Peace, by definition, is essential to public health and prevention of death, disease and disability. At the individual level, being able to access care and enact behaviours in support of health when you are negotiating traumatic experiences is crucial. These resources are both tangible and intangible. In my case my negotiation of difficult experiences was facilitated by the fact that I live in a country where I could access tangible supports such as a family doctor, a counsellor and prescription medication. A second factor is that I have always lived, by virtue of my educational privilege, in university areas during my adult life. These areas tend to be relatively safe for women to exercise outdoors. Running has been a viable way to manage my distress because of the relative safety and acceptability of this exercise practice for women in Ireland. Positive peace in the form of a healthy and safe physical and sociocultural environment can be seen to be relevant to my charmed existence.
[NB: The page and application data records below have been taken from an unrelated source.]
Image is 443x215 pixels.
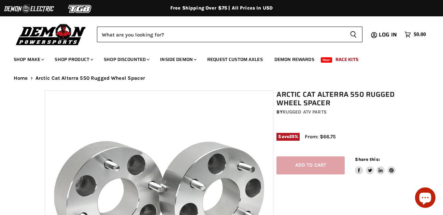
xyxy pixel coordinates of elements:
a: Shop Discounted [99,53,153,66]
span: 25 [289,134,294,139]
div: by [276,108,401,116]
span: Share this: [355,157,379,162]
form: Product [97,27,362,42]
a: Home [14,75,28,81]
input: Search [97,27,344,42]
ul: Main menu [9,50,424,66]
a: Rugged ATV Parts [282,109,326,115]
a: Shop Product [49,53,97,66]
span: New! [321,57,332,63]
a: Shop Make [9,53,48,66]
span: Log in [378,30,397,39]
inbox-online-store-chat: Shopify online store chat [413,188,437,210]
button: Search [344,27,362,42]
span: From: $66.75 [304,134,336,140]
img: Demon Powersports [14,22,88,46]
aside: Share this: [355,157,395,175]
a: Request Custom Axles [202,53,268,66]
a: Demon Rewards [269,53,319,66]
a: Inside Demon [155,53,200,66]
span: Arctic Cat Alterra 550 Rugged Wheel Spacer [35,75,145,81]
span: $0.00 [413,31,426,38]
img: Demon Electric Logo 2 [3,2,55,15]
span: Save % [276,133,299,140]
a: $0.00 [401,30,429,40]
a: Log in [375,32,401,38]
a: Race Kits [330,53,363,66]
h1: Arctic Cat Alterra 550 Rugged Wheel Spacer [276,90,401,107]
img: TGB Logo 2 [55,2,106,15]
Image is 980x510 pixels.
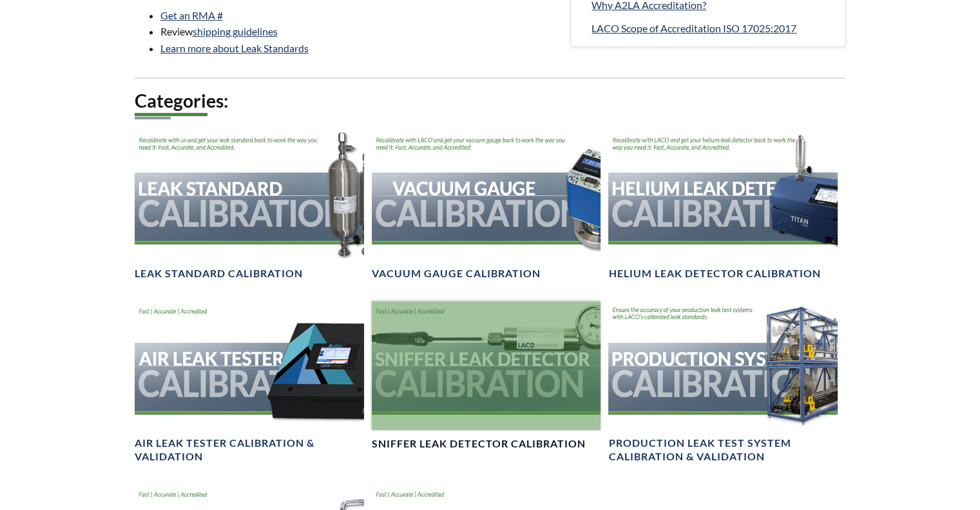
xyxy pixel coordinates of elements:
[160,9,223,21] a: Get an RMA #
[608,301,838,463] a: Production Systems Calibration headerProduction Leak Test System Calibration & Validation
[372,301,601,451] a: Sniffer Leak Detector Calibration headerSniffer Leak Detector Calibration
[592,22,796,34] span: LACO Scope of Accreditation ISO 17025:2017
[193,25,278,37] a: shipping guidelines
[135,301,364,463] a: Header showing an air leak test controllerAir Leak Tester Calibration & Validation
[135,267,303,281] h4: Leak Standard Calibration
[160,23,556,40] li: Review
[608,267,820,281] h4: Helium Leak Detector Calibration
[135,89,846,113] h2: Categories:
[160,42,308,54] a: Learn more about Leak Standards
[608,131,838,281] a: Helium Leak Detector headerHelium Leak Detector Calibration
[372,131,601,281] a: Header showing a vacuum gaugeVacuum Gauge Calibration
[608,436,838,463] h4: Production Leak Test System Calibration & Validation
[135,436,364,463] h4: Air Leak Tester Calibration & Validation
[372,267,541,281] h4: Vacuum Gauge Calibration
[592,20,834,37] a: LACO Scope of Accreditation ISO 17025:2017
[372,437,586,451] h4: Sniffer Leak Detector Calibration
[135,131,364,281] a: Leak Standard Calibration headerLeak Standard Calibration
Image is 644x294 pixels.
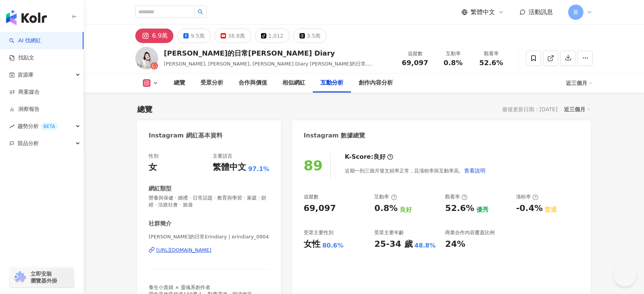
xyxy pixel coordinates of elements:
[304,158,323,173] div: 89
[30,270,57,284] span: 立即安裝 瀏覽器外掛
[18,135,39,152] span: 競品分析
[476,206,489,214] div: 優秀
[516,203,543,214] div: -0.4%
[191,30,204,41] div: 9.5萬
[149,247,270,254] a: [URL][DOMAIN_NAME]
[614,264,636,286] iframe: Help Scout Beacon - Open
[18,66,33,83] span: 資源庫
[304,203,336,214] div: 69,097
[322,241,344,250] div: 80.6%
[268,30,283,41] div: 1,012
[304,131,366,140] div: Instagram 數據總覽
[345,153,393,161] div: K-Score :
[40,123,58,130] div: BETA
[9,124,15,129] span: rise
[10,267,74,287] a: chrome extension立即安裝 瀏覽器外掛
[402,59,428,67] span: 69,097
[573,8,578,16] span: 黃
[304,229,333,236] div: 受眾主要性別
[307,30,321,41] div: 3.5萬
[6,10,47,25] img: logo
[149,161,157,173] div: 女
[345,163,486,178] div: 近期一到三個月發文頻率正常，且漲粉率與互動率高。
[9,54,34,62] a: 找貼文
[177,28,210,43] button: 9.5萬
[321,78,343,88] div: 互動分析
[239,78,267,88] div: 合作與價值
[12,271,27,283] img: chrome extension
[164,48,392,58] div: [PERSON_NAME]的日常[PERSON_NAME] Diary
[174,78,185,88] div: 總覽
[228,30,245,41] div: 38.8萬
[283,78,305,88] div: 相似網紅
[149,153,159,160] div: 性別
[149,195,270,208] span: 營養與保健 · 婚禮 · 日常話題 · 教育與學習 · 家庭 · 財經 · 法政社會 · 旅遊
[374,153,386,161] div: 良好
[9,37,41,45] a: searchAI 找網紅
[445,193,467,200] div: 觀看率
[401,50,429,58] div: 追蹤數
[444,59,463,67] span: 0.8%
[528,8,553,15] span: 活動訊息
[374,203,397,214] div: 0.8%
[164,61,373,74] span: [PERSON_NAME], [PERSON_NAME], [PERSON_NAME] Diary [PERSON_NAME]的日常, [PERSON_NAME]
[374,239,412,250] div: 25-34 歲
[304,239,321,250] div: 女性
[374,229,404,236] div: 受眾主要年齡
[400,206,412,214] div: 良好
[149,185,172,193] div: 網紅類型
[248,165,270,173] span: 97.1%
[464,168,485,173] span: 查看說明
[198,9,203,15] span: search
[414,241,436,250] div: 48.8%
[471,8,495,16] span: 繁體中文
[464,163,486,178] button: 查看說明
[439,50,467,58] div: 互動率
[200,78,223,88] div: 受眾分析
[135,28,173,43] button: 6.9萬
[213,153,232,160] div: 主要語言
[215,28,251,43] button: 38.8萬
[135,47,158,70] img: KOL Avatar
[480,59,503,67] span: 52.6%
[149,234,270,240] span: [PERSON_NAME]的日常Erindiary | erindiary_0904
[156,247,212,254] div: [URL][DOMAIN_NAME]
[149,131,222,140] div: Instagram 網紅基本資料
[18,118,58,135] span: 趨勢分析
[445,239,465,250] div: 24%
[152,30,168,41] div: 6.9萬
[516,193,538,200] div: 漲粉率
[9,88,40,96] a: 商案媒合
[137,104,152,115] div: 總覽
[9,106,40,113] a: 洞察報告
[149,220,172,228] div: 社群簡介
[502,106,558,112] div: 最後更新日期：[DATE]
[304,193,318,200] div: 追蹤數
[213,161,246,173] div: 繁體中文
[477,50,506,58] div: 觀看率
[359,78,393,88] div: 創作內容分析
[564,104,591,114] div: 近三個月
[566,77,593,89] div: 近三個月
[445,203,474,214] div: 52.6%
[374,193,397,200] div: 互動率
[445,229,495,236] div: 商業合作內容覆蓋比例
[545,206,557,214] div: 普通
[293,28,327,43] button: 3.5萬
[255,28,290,43] button: 1,012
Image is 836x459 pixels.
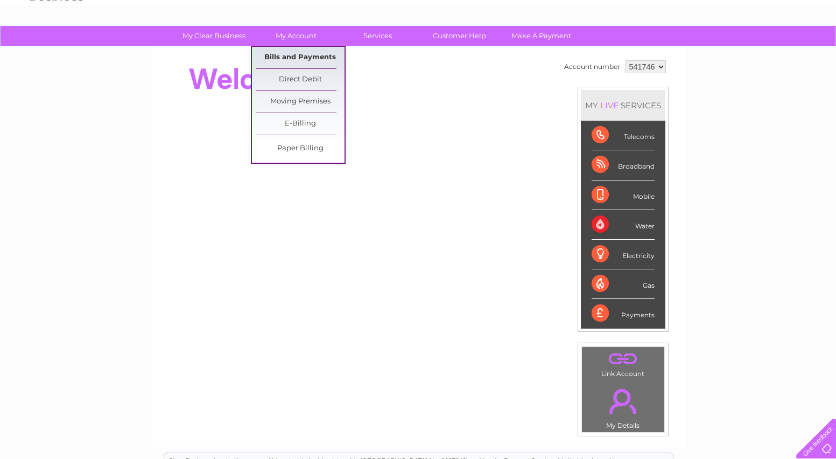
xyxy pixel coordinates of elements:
a: Make A Payment [497,26,586,46]
a: My Account [252,26,340,46]
a: 0333 014 3131 [633,5,708,19]
a: Blog [743,46,758,54]
div: MY SERVICES [581,90,666,121]
a: Direct Debit [256,69,345,90]
div: Clear Business is a trading name of Verastar Limited (registered in [GEOGRAPHIC_DATA] No. 3667643... [164,6,673,52]
a: My Clear Business [170,26,259,46]
a: E-Billing [256,113,345,135]
div: LIVE [598,100,621,110]
div: Broadband [592,150,655,180]
a: Telecoms [704,46,736,54]
a: Services [333,26,422,46]
div: Electricity [592,240,655,269]
a: Log out [801,46,826,54]
div: Telecoms [592,121,655,150]
a: Moving Premises [256,91,345,113]
td: Account number [562,58,623,76]
td: My Details [582,380,665,433]
td: Link Account [582,346,665,380]
a: Customer Help [415,26,504,46]
img: logo.png [29,28,84,61]
div: Payments [592,299,655,328]
a: Contact [765,46,791,54]
div: Gas [592,269,655,299]
div: Water [592,210,655,240]
a: Bills and Payments [256,47,345,68]
a: . [585,382,662,420]
a: Energy [674,46,698,54]
a: . [585,350,662,368]
div: Mobile [592,180,655,210]
a: Paper Billing [256,138,345,159]
a: Water [647,46,667,54]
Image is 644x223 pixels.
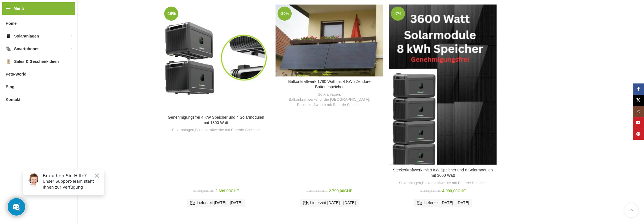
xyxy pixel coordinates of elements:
bdi: 3.199,00 [193,190,214,193]
img: Sales & Geschenkideen [6,59,11,64]
a: Balkonkraftwerke mit Batterie Speicher [195,128,260,133]
div: , [392,181,494,186]
button: Close [75,7,82,14]
div: Lieferzeit [DATE] - [DATE] [187,199,245,208]
span: CHF [231,188,239,193]
a: Balkonkraftwerke für die [GEOGRAPHIC_DATA] [288,97,369,102]
img: Smartphones [6,46,11,52]
a: Scroll to top button [624,203,638,217]
span: Sales & Geschenkideen [14,57,59,66]
bdi: 5.399,00 [420,190,441,193]
div: , [165,128,267,133]
span: Home [6,19,17,28]
a: Balkonkraftwerk 1780 Watt mit 4 KWh Zendure Batteriespeicher [276,5,383,76]
span: Menü [13,5,24,11]
a: Solaranlagen [172,128,194,133]
a: Steckerkraftwerk mit 8 KW Speicher und 8 Solarmodulen mit 3600 Watt [389,5,496,165]
a: Balkonkraftwerke mit Batterie Speicher [297,102,362,108]
a: Pinterest Social Link [633,129,644,140]
span: Blog [6,82,14,92]
span: -20% [278,7,292,21]
a: Steckerkraftwerk mit 8 KW Speicher und 8 Solarmodulen mit 3600 Watt [393,168,493,178]
span: -7% [391,7,405,21]
span: Pets-World [6,69,26,79]
a: Genehmigungsfrei 4 KW Speicher und 4 Solarmodulen mit 1800 Watt [162,5,270,112]
span: CHF [344,188,352,193]
span: CHF [434,190,441,193]
a: X Social Link [633,95,644,106]
span: Kontakt [6,94,20,105]
span: CHF [320,190,328,193]
div: Lieferzeit [DATE] - [DATE] [414,199,472,208]
span: CHF [458,188,466,193]
span: CHF [207,190,214,193]
a: YouTube Social Link [633,117,644,129]
img: Solaranlagen [6,33,11,39]
span: Smartphones [14,44,39,54]
bdi: 2.799,00 [329,188,352,193]
a: Solaranlagen [399,181,421,186]
a: Instagram Social Link [633,106,644,117]
div: , , [279,92,380,108]
bdi: 4.999,00 [442,188,466,193]
bdi: 3.499,00 [307,190,328,193]
span: Solaranlagen [14,31,39,41]
span: -16% [164,7,179,21]
h6: Brauchen Sie Hilfe? [24,8,83,13]
div: Lieferzeit [DATE] - [DATE] [300,199,359,208]
bdi: 2.699,00 [215,188,239,193]
p: Unser Support-Team steht Ihnen zur Verfügung [24,13,83,25]
a: Solaranlagen [318,92,340,97]
img: Customer service [8,8,22,22]
a: Balkonkraftwerk 1780 Watt mit 4 KWh Zendure Batteriespeicher [288,79,371,90]
a: Genehmigungsfrei 4 KW Speicher und 4 Solarmodulen mit 1800 Watt [168,115,264,125]
a: Facebook Social Link [633,83,644,95]
a: Balkonkraftwerke mit Batterie Speicher [422,181,487,186]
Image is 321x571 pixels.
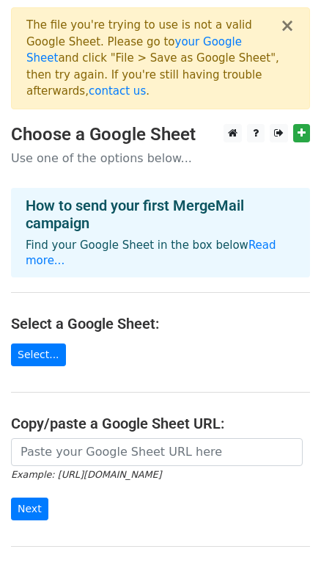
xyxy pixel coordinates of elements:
h4: How to send your first MergeMail campaign [26,197,296,232]
div: The file you're trying to use is not a valid Google Sheet. Please go to and click "File > Save as... [26,17,280,100]
h4: Copy/paste a Google Sheet URL: [11,414,310,432]
input: Paste your Google Sheet URL here [11,438,303,466]
h4: Select a Google Sheet: [11,315,310,332]
small: Example: [URL][DOMAIN_NAME] [11,469,161,480]
a: contact us [89,84,146,98]
a: Select... [11,343,66,366]
h3: Choose a Google Sheet [11,124,310,145]
a: Read more... [26,238,276,267]
a: your Google Sheet [26,35,242,65]
input: Next [11,497,48,520]
p: Use one of the options below... [11,150,310,166]
p: Find your Google Sheet in the box below [26,238,296,268]
button: × [280,17,295,34]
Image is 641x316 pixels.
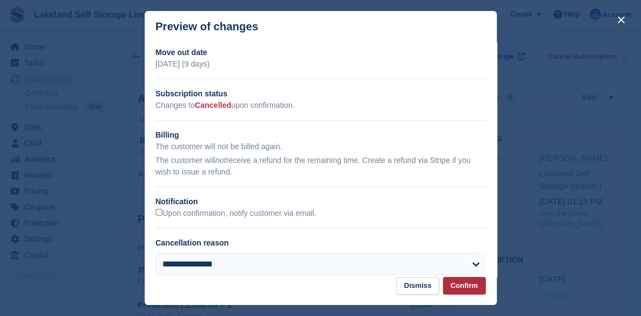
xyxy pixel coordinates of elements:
[156,88,486,100] h2: Subscription status
[156,196,486,208] h2: Notification
[396,277,439,295] button: Dismiss
[613,11,630,29] button: close
[156,100,486,111] p: Changes to upon confirmation.
[156,129,486,141] h2: Billing
[156,141,486,153] p: The customer will not be billed again.
[156,58,486,70] p: [DATE] (9 days)
[156,20,259,33] p: Preview of changes
[156,209,317,219] label: Upon confirmation, notify customer via email.
[156,155,486,178] p: The customer will receive a refund for the remaining time. Create a refund via Stripe if you wish...
[156,238,229,247] label: Cancellation reason
[195,101,231,110] span: Cancelled
[215,156,226,165] em: not
[156,209,163,216] input: Upon confirmation, notify customer via email.
[156,47,486,58] h2: Move out date
[443,277,486,295] button: Confirm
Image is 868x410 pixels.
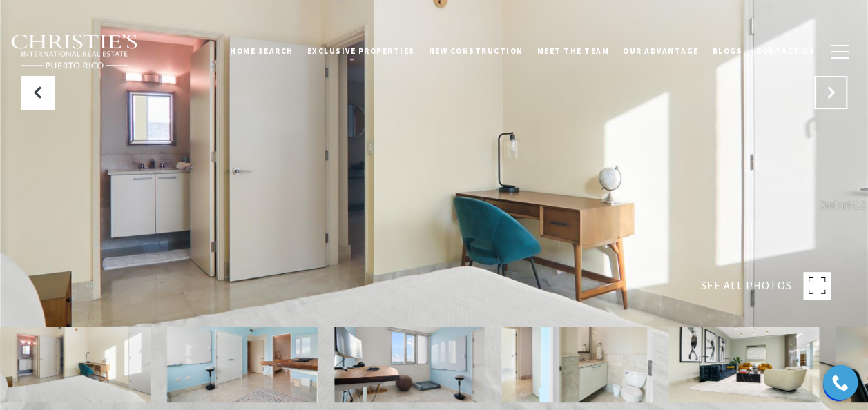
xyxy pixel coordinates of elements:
[616,34,706,68] a: Our Advantage
[756,46,815,56] span: Contact Us
[307,46,415,56] span: Exclusive Properties
[11,34,139,69] img: Christie's International Real Estate black text logo
[701,277,792,294] span: SEE ALL PHOTOS
[334,327,485,402] img: 555 Monserrate CONDOMINIO COSMOPOLITAN Unit: 1004
[502,327,652,402] img: 555 Monserrate CONDOMINIO COSMOPOLITAN Unit: 1004
[822,32,857,71] button: button
[21,76,54,109] button: Previous Slide
[223,34,300,68] a: Home Search
[623,46,699,56] span: Our Advantage
[669,327,819,402] img: 555 Monserrate CONDOMINIO COSMOPOLITAN Unit: 1004
[814,76,848,109] button: Next Slide
[422,34,530,68] a: New Construction
[167,327,318,402] img: 555 Monserrate CONDOMINIO COSMOPOLITAN Unit: 1004
[706,34,750,68] a: Blogs
[713,46,743,56] span: Blogs
[300,34,422,68] a: Exclusive Properties
[429,46,523,56] span: New Construction
[530,34,617,68] a: Meet the Team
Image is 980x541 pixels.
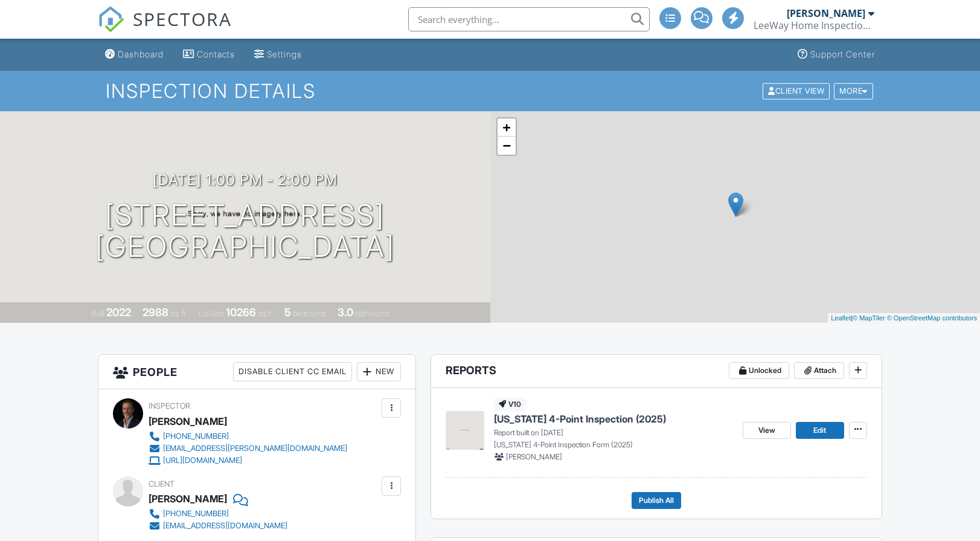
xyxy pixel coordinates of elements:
div: [PHONE_NUMBER] [163,432,229,441]
a: Support Center [793,43,879,66]
a: [EMAIL_ADDRESS][DOMAIN_NAME] [148,520,288,532]
span: bedrooms [293,308,326,318]
a: © MapTiler [853,314,885,322]
a: Client View [762,86,833,95]
a: © OpenStreetMap contributors [887,314,977,322]
div: [PHONE_NUMBER] [163,509,229,518]
div: 10266 [226,306,256,318]
span: Lot Size [198,308,224,318]
a: Zoom in [498,119,516,137]
h3: People [99,355,416,389]
div: [EMAIL_ADDRESS][DOMAIN_NAME] [163,521,288,530]
div: Settings [267,49,302,59]
a: [PHONE_NUMBER] [148,430,348,442]
img: The Best Home Inspection Software - Spectora [98,6,124,33]
div: More [834,83,873,99]
div: 3.0 [338,306,354,318]
input: Search everything... [408,7,650,31]
a: [PHONE_NUMBER] [148,508,288,520]
div: [PERSON_NAME] [148,490,227,508]
span: Inspector [148,401,190,410]
span: sq.ft. [258,308,274,318]
a: Dashboard [101,43,168,66]
h3: [DATE] 1:00 pm - 2:00 pm [153,172,338,188]
div: 5 [284,306,291,318]
div: [PERSON_NAME] [787,7,865,19]
div: [PERSON_NAME] [148,412,227,430]
div: Contacts [197,49,235,59]
a: Leaflet [831,314,851,322]
a: [EMAIL_ADDRESS][PERSON_NAME][DOMAIN_NAME] [148,442,348,454]
div: Dashboard [118,49,164,59]
h1: [STREET_ADDRESS] [GEOGRAPHIC_DATA] [96,199,395,264]
div: LeeWay Home Inspection LLC [754,19,875,31]
div: Disable Client CC Email [233,362,352,382]
div: [EMAIL_ADDRESS][PERSON_NAME][DOMAIN_NAME] [163,443,348,453]
a: Contacts [178,43,240,66]
a: Zoom out [498,137,516,155]
div: | [828,313,980,324]
span: sq. ft. [170,308,187,318]
a: [URL][DOMAIN_NAME] [148,454,348,467]
div: Client View [763,83,830,99]
h1: Inspection Details [105,80,875,101]
div: 2022 [106,306,130,318]
a: SPECTORA [98,16,232,42]
div: [URL][DOMAIN_NAME] [163,456,242,466]
a: Settings [249,43,307,66]
span: SPECTORA [132,6,232,31]
span: bathrooms [356,308,389,318]
div: 2988 [142,306,168,318]
div: New [358,362,401,382]
span: Client [148,479,174,488]
span: Built [91,308,105,318]
div: Support Center [811,49,875,59]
My individual success at negotiating the curve balls life has thrown is due to a large degree to the fact that my basic needs were met because of the availability of social and public resources such as health care. On the other hand, nations without positive peace are disproportionately affected by trauma. And traumatic experiences contribute to further poverty, disability, underemployment, forced migration of populations, family separation and homelessness, all of which carry significant social and economic costs. And these traumatic experiences are directly relevant to the ability of individuals and communities to build their future.